US and UK separated by a common labour market performance?

UK US labour markets

There are a number of similarities currently between the labour markets of the United States and the United Kingdom. Most obviously both have the same unemployment rate at 5.5%. Employment has also been growing at fairly similar rates of growth. In the US the household survey shows employment up 2.0% in the year to May, in the UK Labour Force Survey (LFS) employment was up 1.4% in the three months to April.

The latter point might seem obvious given the unemployment rates in the UK and US are the same, but of course the missing ingredient is what is going on in labour market participation. And here too the UK and US trends have become more similar. In the US the participation has levelled out after a long period of declines, while in the UK has also been relatively constant in the recent past, after a post- crisis period of increases.

Indicators of labour demand are less comparable across the two economies, but both appear consistent with continued momentum in each economy’s labour market. In the US the JOLTS rate is the highest it has been since the early 2000s. In the UK the vacancy rate is similarly elevated.

With pay growth picking up in both countries

And the starkest thing to note of all perhaps is that there is now reasonable evidence that wage growth in both the US and UK is picking up. In the US average hourly earnings were at 2.3% y/y in May, up from a low of 1.8% in December. Other measures of pay pressure in the US, such as the ECI and ECEC, are if anything showing a more pronounced pick up.

In the UK, this week’s labour market release underlined once again that pay growth appears to be trending higher here too. The headline average weekly earnings series rose 2.7% in the three months to April compared to a year earlier. The compares to pay growth at the start of the year around 2.0%. Excluding bonuses the rise in pay growth is even more stark at 2.9%, up from 1.6% in January.

The strong US labour market position has served to harden views that the FOMC is poised to rate the federal funds rates in September. It is fair to say, however, that the market is somewhat more equivocal about the timing of the first hike in the UK. 

About the Author

The Corner
The Corner has a team of on-the-ground reporters in capital cities ranging from New York to Beijing. Their stories are edited by the teams at the Spanish magazine Consejeros (for members of companies’ boards of directors) and at the stock market news site Consenso Del Mercado (market consensus). They have worked in economics and communication for over 25 years.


* _PROBLEM TO SOLVE_
Filter the entries and keep only the lines where the string "nhead" appears.

* _RECORD EXCERPTS_
* * * * * * * * *

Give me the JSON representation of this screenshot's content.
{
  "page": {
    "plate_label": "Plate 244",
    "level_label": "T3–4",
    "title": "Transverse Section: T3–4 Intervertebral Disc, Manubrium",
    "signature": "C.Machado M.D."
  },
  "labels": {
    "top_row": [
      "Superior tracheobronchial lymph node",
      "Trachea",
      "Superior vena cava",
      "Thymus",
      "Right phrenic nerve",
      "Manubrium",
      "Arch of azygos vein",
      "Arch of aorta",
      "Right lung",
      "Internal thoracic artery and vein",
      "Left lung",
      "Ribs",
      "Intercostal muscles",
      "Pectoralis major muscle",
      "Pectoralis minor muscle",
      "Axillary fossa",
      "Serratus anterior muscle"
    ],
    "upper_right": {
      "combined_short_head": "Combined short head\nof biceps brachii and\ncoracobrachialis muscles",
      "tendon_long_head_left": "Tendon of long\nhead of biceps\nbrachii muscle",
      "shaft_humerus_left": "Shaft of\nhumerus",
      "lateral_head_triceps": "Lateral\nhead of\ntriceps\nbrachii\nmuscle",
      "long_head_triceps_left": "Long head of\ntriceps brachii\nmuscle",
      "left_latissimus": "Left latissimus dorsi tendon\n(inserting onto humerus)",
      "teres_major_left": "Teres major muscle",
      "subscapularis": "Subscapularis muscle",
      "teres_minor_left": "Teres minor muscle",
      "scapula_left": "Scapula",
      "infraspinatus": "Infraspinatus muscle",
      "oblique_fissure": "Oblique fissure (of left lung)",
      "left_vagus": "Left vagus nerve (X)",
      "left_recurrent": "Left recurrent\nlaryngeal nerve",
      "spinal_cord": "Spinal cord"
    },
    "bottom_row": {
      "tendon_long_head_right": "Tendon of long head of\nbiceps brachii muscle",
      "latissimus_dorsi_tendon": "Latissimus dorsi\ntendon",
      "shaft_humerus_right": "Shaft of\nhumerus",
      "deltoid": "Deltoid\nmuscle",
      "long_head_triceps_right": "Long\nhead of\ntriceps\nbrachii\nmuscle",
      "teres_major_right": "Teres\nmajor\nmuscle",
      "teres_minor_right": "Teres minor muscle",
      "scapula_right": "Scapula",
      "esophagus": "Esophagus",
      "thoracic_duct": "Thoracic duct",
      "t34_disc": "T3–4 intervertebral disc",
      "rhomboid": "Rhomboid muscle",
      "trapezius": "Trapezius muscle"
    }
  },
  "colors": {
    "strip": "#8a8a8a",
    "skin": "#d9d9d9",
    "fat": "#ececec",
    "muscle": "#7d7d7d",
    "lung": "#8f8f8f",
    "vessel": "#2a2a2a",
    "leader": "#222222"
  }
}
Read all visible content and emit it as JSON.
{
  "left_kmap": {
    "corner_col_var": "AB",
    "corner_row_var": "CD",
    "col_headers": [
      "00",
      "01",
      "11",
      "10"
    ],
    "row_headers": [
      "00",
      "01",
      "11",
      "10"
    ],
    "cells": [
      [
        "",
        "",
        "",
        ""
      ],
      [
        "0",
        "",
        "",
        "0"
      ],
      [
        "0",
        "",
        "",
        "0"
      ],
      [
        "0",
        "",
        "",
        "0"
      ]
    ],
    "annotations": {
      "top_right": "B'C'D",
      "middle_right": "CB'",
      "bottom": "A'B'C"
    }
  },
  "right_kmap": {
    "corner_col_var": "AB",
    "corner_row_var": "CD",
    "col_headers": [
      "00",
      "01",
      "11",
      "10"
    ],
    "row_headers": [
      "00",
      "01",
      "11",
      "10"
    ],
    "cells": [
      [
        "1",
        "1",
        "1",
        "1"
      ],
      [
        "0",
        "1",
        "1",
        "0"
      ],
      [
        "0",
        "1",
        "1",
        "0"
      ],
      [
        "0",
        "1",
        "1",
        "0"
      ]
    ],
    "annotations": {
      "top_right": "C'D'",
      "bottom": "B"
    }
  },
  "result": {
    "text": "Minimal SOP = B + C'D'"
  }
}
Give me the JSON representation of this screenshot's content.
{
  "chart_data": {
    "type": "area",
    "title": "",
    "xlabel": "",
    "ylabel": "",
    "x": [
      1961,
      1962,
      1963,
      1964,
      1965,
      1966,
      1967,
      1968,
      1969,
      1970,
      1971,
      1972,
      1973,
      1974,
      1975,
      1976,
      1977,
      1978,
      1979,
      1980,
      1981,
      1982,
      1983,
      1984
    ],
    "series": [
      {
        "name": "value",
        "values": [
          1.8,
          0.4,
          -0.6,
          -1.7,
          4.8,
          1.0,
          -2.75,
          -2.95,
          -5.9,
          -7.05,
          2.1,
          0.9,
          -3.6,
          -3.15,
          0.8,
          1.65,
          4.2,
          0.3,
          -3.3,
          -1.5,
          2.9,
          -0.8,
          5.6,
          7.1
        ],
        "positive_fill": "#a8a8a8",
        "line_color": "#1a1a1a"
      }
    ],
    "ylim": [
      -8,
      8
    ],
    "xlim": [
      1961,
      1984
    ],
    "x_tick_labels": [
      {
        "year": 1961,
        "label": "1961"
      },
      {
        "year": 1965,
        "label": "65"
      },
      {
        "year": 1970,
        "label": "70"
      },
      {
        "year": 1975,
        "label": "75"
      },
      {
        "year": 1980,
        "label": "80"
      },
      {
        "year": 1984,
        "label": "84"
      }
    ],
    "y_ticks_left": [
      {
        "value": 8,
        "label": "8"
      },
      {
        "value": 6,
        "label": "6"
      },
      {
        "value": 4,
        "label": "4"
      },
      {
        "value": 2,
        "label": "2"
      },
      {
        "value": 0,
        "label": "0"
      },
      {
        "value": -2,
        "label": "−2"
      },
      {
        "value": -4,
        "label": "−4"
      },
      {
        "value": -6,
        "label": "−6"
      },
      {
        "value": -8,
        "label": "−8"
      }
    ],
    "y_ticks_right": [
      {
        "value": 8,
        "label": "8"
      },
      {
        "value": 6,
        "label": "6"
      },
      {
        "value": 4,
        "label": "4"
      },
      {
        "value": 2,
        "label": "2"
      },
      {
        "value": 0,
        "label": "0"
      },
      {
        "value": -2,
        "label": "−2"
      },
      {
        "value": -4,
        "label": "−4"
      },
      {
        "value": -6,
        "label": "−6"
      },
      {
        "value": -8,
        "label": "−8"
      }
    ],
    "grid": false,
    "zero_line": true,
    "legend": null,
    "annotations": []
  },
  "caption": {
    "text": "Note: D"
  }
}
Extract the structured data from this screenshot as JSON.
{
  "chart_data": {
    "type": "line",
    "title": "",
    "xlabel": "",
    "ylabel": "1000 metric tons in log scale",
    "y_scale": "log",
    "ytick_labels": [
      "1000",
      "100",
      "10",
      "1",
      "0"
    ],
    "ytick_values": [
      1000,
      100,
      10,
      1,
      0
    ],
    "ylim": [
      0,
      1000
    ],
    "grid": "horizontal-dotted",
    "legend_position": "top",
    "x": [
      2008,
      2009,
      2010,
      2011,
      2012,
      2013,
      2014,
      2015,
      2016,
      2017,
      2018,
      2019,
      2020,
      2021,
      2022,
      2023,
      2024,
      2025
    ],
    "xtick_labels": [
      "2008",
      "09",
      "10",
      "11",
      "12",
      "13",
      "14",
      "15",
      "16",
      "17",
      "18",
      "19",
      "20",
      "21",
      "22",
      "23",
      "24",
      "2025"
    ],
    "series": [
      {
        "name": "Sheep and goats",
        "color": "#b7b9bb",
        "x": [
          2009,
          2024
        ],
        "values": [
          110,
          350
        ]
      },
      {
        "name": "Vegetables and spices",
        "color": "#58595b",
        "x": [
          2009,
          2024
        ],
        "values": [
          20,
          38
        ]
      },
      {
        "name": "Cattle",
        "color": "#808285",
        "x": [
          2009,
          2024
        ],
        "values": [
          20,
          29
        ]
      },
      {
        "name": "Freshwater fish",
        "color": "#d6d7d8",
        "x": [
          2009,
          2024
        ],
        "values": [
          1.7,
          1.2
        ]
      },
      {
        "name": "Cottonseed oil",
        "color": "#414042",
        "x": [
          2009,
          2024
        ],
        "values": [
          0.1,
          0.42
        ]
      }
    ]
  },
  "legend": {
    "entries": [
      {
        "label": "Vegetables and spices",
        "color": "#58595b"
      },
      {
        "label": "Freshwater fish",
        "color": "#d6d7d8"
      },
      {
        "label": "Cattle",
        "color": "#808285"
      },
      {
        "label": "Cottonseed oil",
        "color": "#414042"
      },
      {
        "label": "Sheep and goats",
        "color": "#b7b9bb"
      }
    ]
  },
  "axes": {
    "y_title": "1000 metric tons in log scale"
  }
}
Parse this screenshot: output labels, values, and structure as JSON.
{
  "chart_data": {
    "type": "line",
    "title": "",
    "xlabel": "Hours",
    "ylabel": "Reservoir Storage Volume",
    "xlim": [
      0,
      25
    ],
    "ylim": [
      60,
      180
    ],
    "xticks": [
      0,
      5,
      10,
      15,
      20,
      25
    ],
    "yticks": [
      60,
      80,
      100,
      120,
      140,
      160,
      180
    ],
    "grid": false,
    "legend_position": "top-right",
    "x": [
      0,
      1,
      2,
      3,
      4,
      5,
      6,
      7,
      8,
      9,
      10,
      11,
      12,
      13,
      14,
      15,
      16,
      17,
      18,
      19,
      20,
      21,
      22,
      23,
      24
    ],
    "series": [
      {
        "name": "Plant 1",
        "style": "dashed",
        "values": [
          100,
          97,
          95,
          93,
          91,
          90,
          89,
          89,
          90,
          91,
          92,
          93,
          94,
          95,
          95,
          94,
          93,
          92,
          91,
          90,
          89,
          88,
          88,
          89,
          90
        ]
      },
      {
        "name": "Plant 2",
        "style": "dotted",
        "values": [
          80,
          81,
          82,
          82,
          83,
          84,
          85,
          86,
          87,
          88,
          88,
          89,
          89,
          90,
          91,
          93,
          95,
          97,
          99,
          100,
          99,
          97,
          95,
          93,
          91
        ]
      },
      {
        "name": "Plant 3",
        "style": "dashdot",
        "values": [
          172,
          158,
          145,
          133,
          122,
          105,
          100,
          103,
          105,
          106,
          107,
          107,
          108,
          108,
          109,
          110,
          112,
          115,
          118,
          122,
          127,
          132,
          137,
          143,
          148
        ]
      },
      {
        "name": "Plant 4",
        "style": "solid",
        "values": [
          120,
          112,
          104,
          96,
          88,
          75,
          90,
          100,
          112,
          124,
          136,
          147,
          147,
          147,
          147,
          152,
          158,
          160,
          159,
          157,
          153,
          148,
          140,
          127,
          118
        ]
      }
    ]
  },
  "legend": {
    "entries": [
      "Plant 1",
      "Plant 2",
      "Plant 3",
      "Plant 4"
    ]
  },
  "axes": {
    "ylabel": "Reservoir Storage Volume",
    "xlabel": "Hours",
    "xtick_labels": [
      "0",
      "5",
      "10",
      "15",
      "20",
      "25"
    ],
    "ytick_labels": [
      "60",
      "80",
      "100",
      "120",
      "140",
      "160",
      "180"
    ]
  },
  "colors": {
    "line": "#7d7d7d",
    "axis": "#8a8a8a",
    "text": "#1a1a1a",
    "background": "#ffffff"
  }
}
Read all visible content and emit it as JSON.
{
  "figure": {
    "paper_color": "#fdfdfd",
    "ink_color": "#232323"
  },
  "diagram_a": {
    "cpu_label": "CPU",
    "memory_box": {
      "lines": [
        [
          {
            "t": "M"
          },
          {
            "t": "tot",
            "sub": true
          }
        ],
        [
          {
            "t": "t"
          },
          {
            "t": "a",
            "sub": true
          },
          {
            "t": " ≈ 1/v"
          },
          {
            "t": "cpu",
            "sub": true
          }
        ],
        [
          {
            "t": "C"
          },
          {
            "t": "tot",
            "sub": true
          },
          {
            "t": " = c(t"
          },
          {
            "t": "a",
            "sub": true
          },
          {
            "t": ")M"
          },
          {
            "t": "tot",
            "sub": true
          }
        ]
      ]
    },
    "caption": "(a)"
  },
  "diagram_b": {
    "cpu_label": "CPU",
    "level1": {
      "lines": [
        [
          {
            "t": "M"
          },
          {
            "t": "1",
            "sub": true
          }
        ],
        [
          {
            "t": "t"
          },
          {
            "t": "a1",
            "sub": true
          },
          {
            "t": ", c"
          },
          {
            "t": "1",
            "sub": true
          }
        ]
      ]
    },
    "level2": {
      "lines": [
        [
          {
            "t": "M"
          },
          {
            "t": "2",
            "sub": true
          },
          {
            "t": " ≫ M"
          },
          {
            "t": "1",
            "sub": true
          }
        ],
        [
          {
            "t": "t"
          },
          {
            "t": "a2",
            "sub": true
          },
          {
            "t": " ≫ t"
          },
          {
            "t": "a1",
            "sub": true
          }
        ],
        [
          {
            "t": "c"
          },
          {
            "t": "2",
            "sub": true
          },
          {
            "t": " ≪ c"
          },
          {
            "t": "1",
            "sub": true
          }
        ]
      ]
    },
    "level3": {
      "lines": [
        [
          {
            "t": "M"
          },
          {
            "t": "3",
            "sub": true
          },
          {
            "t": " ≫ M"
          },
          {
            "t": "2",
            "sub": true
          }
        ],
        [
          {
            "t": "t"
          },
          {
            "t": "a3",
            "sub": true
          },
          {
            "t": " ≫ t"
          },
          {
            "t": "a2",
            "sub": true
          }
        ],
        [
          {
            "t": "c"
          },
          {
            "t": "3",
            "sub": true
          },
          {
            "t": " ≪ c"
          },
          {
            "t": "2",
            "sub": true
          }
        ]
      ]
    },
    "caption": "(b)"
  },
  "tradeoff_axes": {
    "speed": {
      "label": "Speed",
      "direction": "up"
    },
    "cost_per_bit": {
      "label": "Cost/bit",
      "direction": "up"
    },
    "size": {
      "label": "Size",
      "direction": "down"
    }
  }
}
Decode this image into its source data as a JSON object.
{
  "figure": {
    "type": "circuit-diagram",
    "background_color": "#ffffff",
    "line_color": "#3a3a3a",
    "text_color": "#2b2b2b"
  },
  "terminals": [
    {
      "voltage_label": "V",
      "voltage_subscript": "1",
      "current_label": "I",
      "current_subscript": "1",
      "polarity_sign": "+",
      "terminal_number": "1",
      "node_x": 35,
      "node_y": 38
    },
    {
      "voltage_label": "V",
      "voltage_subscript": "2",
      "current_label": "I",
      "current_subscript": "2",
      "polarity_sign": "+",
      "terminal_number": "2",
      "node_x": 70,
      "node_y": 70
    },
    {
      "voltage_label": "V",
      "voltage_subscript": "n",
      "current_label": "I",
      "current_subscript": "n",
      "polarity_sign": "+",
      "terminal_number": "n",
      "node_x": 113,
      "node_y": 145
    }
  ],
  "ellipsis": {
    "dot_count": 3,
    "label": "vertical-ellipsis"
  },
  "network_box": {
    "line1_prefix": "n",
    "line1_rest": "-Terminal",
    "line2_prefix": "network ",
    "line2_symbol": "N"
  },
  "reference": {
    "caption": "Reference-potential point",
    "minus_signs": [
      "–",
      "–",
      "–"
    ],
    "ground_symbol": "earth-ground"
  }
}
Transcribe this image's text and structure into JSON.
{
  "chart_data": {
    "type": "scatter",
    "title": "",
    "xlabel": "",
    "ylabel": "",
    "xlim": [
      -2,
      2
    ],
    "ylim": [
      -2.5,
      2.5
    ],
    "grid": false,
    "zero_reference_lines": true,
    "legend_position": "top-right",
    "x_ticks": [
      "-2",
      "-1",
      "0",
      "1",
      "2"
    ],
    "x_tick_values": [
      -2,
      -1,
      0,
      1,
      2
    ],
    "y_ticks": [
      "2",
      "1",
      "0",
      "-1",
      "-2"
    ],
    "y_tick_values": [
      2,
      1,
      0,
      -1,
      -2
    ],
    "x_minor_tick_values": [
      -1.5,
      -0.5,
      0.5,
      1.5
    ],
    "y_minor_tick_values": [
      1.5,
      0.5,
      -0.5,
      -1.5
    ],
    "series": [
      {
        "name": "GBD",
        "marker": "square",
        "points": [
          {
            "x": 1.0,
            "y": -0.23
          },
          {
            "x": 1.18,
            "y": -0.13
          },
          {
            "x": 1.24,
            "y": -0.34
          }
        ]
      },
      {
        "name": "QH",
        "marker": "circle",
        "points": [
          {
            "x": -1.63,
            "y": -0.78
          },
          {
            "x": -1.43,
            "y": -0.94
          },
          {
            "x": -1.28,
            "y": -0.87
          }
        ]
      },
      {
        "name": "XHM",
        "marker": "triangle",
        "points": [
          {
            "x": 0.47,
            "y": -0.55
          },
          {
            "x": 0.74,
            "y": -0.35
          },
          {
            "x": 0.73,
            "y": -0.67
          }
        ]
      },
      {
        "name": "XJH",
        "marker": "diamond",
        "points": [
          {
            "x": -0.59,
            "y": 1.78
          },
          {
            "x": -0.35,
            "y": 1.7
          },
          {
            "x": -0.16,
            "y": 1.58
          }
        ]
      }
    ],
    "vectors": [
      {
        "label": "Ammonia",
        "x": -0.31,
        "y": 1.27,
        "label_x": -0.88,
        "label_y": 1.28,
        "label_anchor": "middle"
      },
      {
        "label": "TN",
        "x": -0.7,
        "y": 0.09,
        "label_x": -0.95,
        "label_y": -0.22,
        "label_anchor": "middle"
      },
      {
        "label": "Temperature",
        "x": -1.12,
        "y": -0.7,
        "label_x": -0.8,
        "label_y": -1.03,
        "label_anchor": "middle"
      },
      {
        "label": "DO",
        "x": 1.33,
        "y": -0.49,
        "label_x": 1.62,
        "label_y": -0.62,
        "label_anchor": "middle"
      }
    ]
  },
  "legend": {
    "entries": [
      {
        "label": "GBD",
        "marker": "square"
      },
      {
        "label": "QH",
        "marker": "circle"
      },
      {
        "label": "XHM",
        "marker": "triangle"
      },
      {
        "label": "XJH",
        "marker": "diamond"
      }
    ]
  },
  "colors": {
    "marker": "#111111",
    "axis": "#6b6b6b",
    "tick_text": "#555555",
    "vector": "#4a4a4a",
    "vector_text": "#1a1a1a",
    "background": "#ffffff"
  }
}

* * * * * * * * *

* _SOLUTION_
      "tendon_long_head_left": "Tendon of long\nhead of biceps\nbrachii muscle",
      "lateral_head_triceps": "Lateral\nhead of\ntriceps\nbrachii\nmuscle",
      "long_head_triceps_right": "Long\nhead of\ntriceps\nbrachii\nmuscle",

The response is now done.